To get his historic school funding reforms over the line last week, Prime Minister Malcolm Turnbull was forced to commit to spending an extra $5 billion to win the votes of crossbench senators for the Gonski funding plan.
That's unfortunately how it works when governments have to negotiate their legislation through the Senate. It often ends up costing more.
Much as the extra spending upset some people, for example Liberal Democrat Senator David Leyenhelm refused to vote for it once the extra money was on the table. But pulling back on the extra $5 billion was not where the most fruitful savings could have been made to the cost of the plan.
The biggest opportunity was ignored by the government right from the start. And it would have saved more than $5 billion over the longer term.
The avoidable costs in Gonski are hidden in the indexation of school funding. It's way above current cost inflation, which is historically low.
For the first three years of Gonski, the federal government has committed to increasing the amount of money it gives to schools by 3.56 per cent a year, regardless of the level of cost inflation.
Counter the negative impact
Why has it done this? It was a commitment made in Turnbull's first budget in 2016. The election, in July that year, was looming and the government needed to do something to counter the negative public impact of Tony Abbott's budgets, which had tried to cut school spending.
In May this year, when Turnbull and his Education Minister Simon Birmingham dramatically announced they would implement the Gonski recommendations, they stayed with this high growth rate until 2020.
So each year until then, the target level of funding for individual schools will rise by 3.56 per cent a year. From 2021 onwards it will shift to a more realistic level linked to actual cost rises.
This will be a floating rate that is a composite of 75 per cent of the wage price index (WPI) and 25 per cent of the consumer price index (CPI). It has been chosen to reflect the fact that wages make up about about 75 per cent of school costs. (But even then, in a concession to Catholic schools, it will not fall below a floor of 3 per cent).
It means that, until 2021, the scheme assumes school costs will rise each year by an amount significantly above actual cost rises. For example, in the 12 months to the March quarter this year, the WPI rose 1.9 per cent and the CPI rose 2.1 per cent. It the floating index was applied to these numbers, it would have given a school funding increase of 1.95 per cent, instead of the legislated 3.56 per cent a year.
It we use the forecasts and projections for the CPI and WPI in the 2017 budget to estimate the likely actual rises in school costs for the next three years, we get an increase of 2.44 per cent in 2018, 2.75 per cent in 2019 and 2.81 per cent in 2020.
Paying too much
Over the full three years this yields a compounded increase of 8.21 per cent. This contrasts with the 11.06 per cent rise over those three years which is the result of the commitment to annual increases of 3.56 per cent.
It means that a gap of nearly 3 percentage points is expected to open up, over the next three years, between what the level of school funding should be (if indexation is intended to cover cost increases) and what it will be, given the generous commitment to increase the school funding target by 3.56 per cent a year.
Given that the government spends about $18 billion a year on schools, these three percentage points amount to an annual gap of about $500 million every year.
Admittedly these figures involve some estimation. For one thing, school funding does not rise by exactly 3.56 per cent a year.
It's actually the funding target that rises by this amount. Money to overfunded schools will be trending down towards this target and money to underfunded schools will be trending upwards to this target. But it's a reasonable proxy.
It means that, for all subsequent years, the federal government will be paying about $500 million more than it needs to.
States hurt too
It will also have an impact on the states and territories, which together pay more than $25 billion a year to keep their schools running. Because the last-minute amendments made to the Gonski legislation (the price of crossbench support in the Senate) require the states and territories to top up their school funding so that all public schools are within 95 per cent of the funding target, they will have put fork out more money each year as well.
This will cost them – in round figures – about $700 million a year more, in perpetuity.
Contrast this to the one-off $5 billion cost to the federal government of winning crossbench support. This will pay for speeding up the implementation of Gonski so that schools reach their target funding in six years (2023) instead of 10 years (2027). It is only paid once, and it also has benefits. If needs-based school funding is worth doing, then doing it sooner improves schools faster.
The fact that the cost of implementing Gonski is more than it should be (due to over generous indexation) is no secret. The Grattan Institute's school expert Peter Goss identified it last year and proposed that this fiscal fat should be used to bring in the scheme at minimum extra cost to the budget.
As it turned out, the government was willing to spend extra money and didn't need to trim the fat. Then, more recently, Goss recommended that this store of cash be used to accelerate the implementation of the plan, from 10 years to six years.
Again, the government found the money to do this and did not trim the fat. The upshot is that the flab is still there and Gonski is costing more than it needs to.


*WHAT TO WORK ON*:
In the records below, count every line where the string "mark" appears, and reply with the count only.

*DATA SHOWN*:
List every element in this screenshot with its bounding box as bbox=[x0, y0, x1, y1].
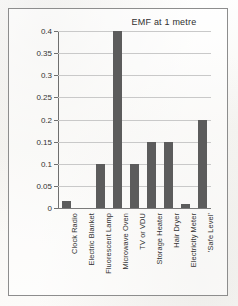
x-tick-label: Electricity Meter bbox=[189, 213, 198, 267]
y-tick-label: 0.2 bbox=[41, 115, 52, 124]
bar bbox=[147, 142, 156, 208]
x-tick-label: Clock Radio bbox=[70, 213, 79, 254]
gridline bbox=[58, 208, 211, 209]
x-tick-label: Fluorescent Lamp bbox=[104, 213, 113, 274]
y-tick-mark bbox=[54, 164, 58, 165]
y-tick-mark bbox=[54, 97, 58, 98]
x-tick-label: 'Safe Level' bbox=[206, 213, 215, 252]
bar bbox=[198, 120, 207, 209]
gridline bbox=[58, 75, 211, 76]
x-tick-label: Electric Blanket bbox=[87, 213, 96, 266]
y-tick-label: 0.3 bbox=[41, 71, 52, 80]
y-tick-mark bbox=[54, 186, 58, 187]
bar bbox=[164, 142, 173, 208]
bar bbox=[62, 201, 71, 208]
y-tick-mark bbox=[54, 31, 58, 32]
bar bbox=[181, 204, 190, 208]
y-tick-mark bbox=[54, 53, 58, 54]
figure-frame: EMF at 1 metre 00.050.10.150.20.250.30.3… bbox=[8, 8, 228, 296]
x-tick-label: Storage Heater bbox=[155, 213, 164, 265]
x-tick-label: Microwave Oven bbox=[121, 213, 130, 269]
gridline bbox=[58, 120, 211, 121]
y-tick-mark bbox=[54, 120, 58, 121]
gridline bbox=[58, 31, 211, 32]
scanned-page: EMF at 1 metre 00.050.10.150.20.250.30.3… bbox=[0, 0, 238, 306]
bar bbox=[130, 164, 139, 208]
y-tick-mark bbox=[54, 75, 58, 76]
y-tick-mark bbox=[54, 142, 58, 143]
bar bbox=[113, 31, 122, 208]
y-tick-label: 0 bbox=[48, 204, 52, 213]
plot-area: 00.050.10.150.20.250.30.350.4 bbox=[58, 31, 211, 208]
x-tick-label: TV or VDU bbox=[138, 213, 147, 250]
y-tick-label: 0.1 bbox=[41, 159, 52, 168]
gridline bbox=[58, 97, 211, 98]
bar-chart: EMF at 1 metre 00.050.10.150.20.250.30.3… bbox=[9, 9, 229, 297]
chart-title: EMF at 1 metre bbox=[109, 17, 219, 27]
y-tick-label: 0.4 bbox=[41, 27, 52, 36]
y-tick-label: 0.15 bbox=[36, 137, 52, 146]
x-tick-label: Hair Dryer bbox=[172, 213, 181, 248]
gridline bbox=[58, 142, 211, 143]
y-tick-mark bbox=[54, 208, 58, 209]
y-tick-label: 0.25 bbox=[36, 93, 52, 102]
y-tick-label: 0.05 bbox=[36, 181, 52, 190]
y-tick-label: 0.35 bbox=[36, 49, 52, 58]
gridline bbox=[58, 53, 211, 54]
bar bbox=[96, 164, 105, 208]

*RESPONSE FOR THIS EXERCISE*:
9